Fentanyl Nation
Toxic Politics and America's Failed War on Drugs
Ryan Hampton(Author)
St Martin's Press
Published on 14. October 2024
Book
Hardback
304 pages
978-1-250-28893-6 (ISBN)
Description
The American overdose crisis has reached record-breaking heights; preventable overdoses are now responsible for more annual deaths than traffic accidents, suicide, or gun violence. Fentanyl - a potent, inexpensive, and easy-to-manufacture synthetic opioid - has thoroughly contaminated the drug supply, and while it frequently makes front page news across the country, it remains poorly understood by policymakers and the public. Why, despite all of our efforts to raise awareness and billions of dollars of investments, does this emergency keep getting worse?
In Fentanyl Nation, recovery advocate Ryan Hampton separates the facts from the fiction surrounding Fentanyl, and shows how overdose deaths are ultimately policy failures. Instead of investing in education, harm reduction, effective treatment, and recovery, we have doubled down on more police, more incarceration, and harsher penalties for those caught in the grip of addiction. Yet history has shown time and time again that it is impossible to arrest our way out of a public health crisis; the government used the same strategy to fight the crack-cocaine epidemic of the 80s and 90s, and it only resulted in racially disparate policing and the destruction of marginalised communities.
This urgent and informative manifesto reveals how prejudice, discrimination, and stigma have been codified into our drug laws, and calls for a compassionate and evidence-based approach that would address the core causes of addiction and save countless lives. We can end this crisis, but only if we get out of our own way.
In Fentanyl Nation, recovery advocate Ryan Hampton separates the facts from the fiction surrounding Fentanyl, and shows how overdose deaths are ultimately policy failures. Instead of investing in education, harm reduction, effective treatment, and recovery, we have doubled down on more police, more incarceration, and harsher penalties for those caught in the grip of addiction. Yet history has shown time and time again that it is impossible to arrest our way out of a public health crisis; the government used the same strategy to fight the crack-cocaine epidemic of the 80s and 90s, and it only resulted in racially disparate policing and the destruction of marginalised communities.
This urgent and informative manifesto reveals how prejudice, discrimination, and stigma have been codified into our drug laws, and calls for a compassionate and evidence-based approach that would address the core causes of addiction and save countless lives. We can end this crisis, but only if we get out of our own way.
More details
Language
English
Place of publication
New York
United States
Product notice
sewn/stitched
Cloth over boards
With dust jacket
Dimensions
Height: 216 mm
Width: 151 mm
Thickness: 27 mm
Weight
377 gr
ISBN-13
978-1-250-28893-6 (9781250288936)
Copyright in bibliographic data and cover images is held by Nielsen Book Services Limited or by the publishers or by their respective licensors: all rights reserved.
Schweitzer Classification
Other editions
Additional editions

E-Book
09/2024
St. Martin's Press
€19.49
Available for download
Person
Ryan Hampton is a national addiction recovery advocate, author, media commentator, and person in long-term recovery. He has worked with multiple non-profits nationwide to end overdose and served in leadership capacities for various community organizing initiatives. Hampton is in recovery from a decade of active opioid use and is a leading voice in America's rising recovery movement. He is the author of Unsettled and American Fix-and lives in Nevada with his husband, Sean, and their boxer dog, Quincy.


[About this exercise]
Filter the data for "sail" and copy matching lines.

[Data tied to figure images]
★ ★ ★ ★ ★

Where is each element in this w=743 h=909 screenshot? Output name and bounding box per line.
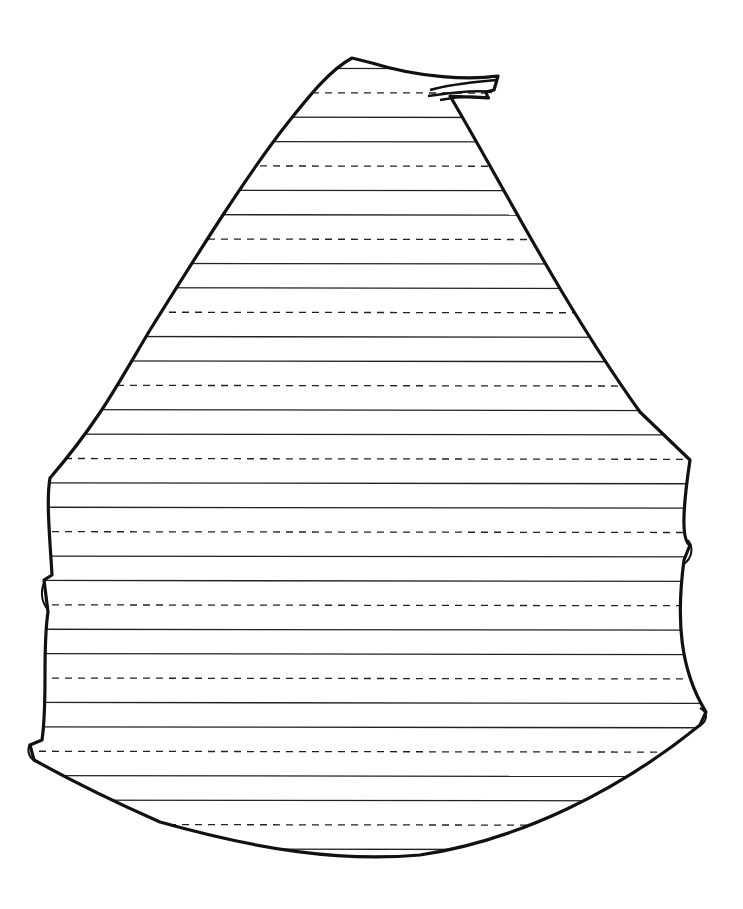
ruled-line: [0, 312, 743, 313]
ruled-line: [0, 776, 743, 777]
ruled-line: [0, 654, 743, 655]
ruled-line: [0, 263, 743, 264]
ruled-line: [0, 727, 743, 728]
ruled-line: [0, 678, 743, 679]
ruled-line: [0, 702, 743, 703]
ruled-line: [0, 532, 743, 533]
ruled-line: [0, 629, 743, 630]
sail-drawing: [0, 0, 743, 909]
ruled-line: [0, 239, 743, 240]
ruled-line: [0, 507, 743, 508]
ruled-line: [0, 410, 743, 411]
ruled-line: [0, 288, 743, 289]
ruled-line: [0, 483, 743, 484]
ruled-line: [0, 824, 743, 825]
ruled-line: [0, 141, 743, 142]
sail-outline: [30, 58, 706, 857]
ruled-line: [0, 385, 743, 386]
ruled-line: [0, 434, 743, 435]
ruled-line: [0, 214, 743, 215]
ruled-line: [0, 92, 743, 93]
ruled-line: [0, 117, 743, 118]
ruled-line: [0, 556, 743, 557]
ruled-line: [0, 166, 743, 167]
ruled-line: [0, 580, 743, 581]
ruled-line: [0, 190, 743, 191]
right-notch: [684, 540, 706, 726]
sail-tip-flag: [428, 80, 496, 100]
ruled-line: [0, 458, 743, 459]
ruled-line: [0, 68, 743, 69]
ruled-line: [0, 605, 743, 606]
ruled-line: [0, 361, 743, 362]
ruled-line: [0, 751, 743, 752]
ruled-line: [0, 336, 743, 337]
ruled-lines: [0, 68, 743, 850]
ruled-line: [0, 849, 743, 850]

★ ★ ★ ★ ★

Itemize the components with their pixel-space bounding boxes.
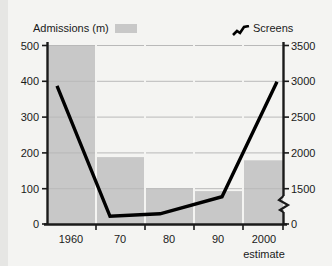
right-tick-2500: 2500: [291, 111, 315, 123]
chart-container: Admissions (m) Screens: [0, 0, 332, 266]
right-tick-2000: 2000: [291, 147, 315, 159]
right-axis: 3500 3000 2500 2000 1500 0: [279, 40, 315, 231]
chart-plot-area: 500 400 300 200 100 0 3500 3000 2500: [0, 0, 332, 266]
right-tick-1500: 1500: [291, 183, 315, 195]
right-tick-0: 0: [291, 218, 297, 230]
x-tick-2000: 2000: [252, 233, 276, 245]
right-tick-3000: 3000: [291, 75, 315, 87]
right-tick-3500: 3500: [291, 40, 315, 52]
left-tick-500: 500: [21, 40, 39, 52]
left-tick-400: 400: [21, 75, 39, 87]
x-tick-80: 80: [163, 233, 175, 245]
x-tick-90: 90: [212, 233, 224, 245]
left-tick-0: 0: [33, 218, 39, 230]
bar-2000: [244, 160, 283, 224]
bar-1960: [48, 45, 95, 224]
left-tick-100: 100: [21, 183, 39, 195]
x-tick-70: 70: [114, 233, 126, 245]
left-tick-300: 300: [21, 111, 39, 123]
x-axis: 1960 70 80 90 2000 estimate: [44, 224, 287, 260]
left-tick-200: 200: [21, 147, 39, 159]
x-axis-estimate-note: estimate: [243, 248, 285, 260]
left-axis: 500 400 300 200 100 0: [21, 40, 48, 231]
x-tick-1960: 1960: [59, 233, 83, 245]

★ ★ ★ ★ ★

[Your solution]
sail-drawing: [0, 0, 743, 909]
sail-outline: [30, 58, 706, 857]
sail-tip-flag: [428, 80, 496, 100]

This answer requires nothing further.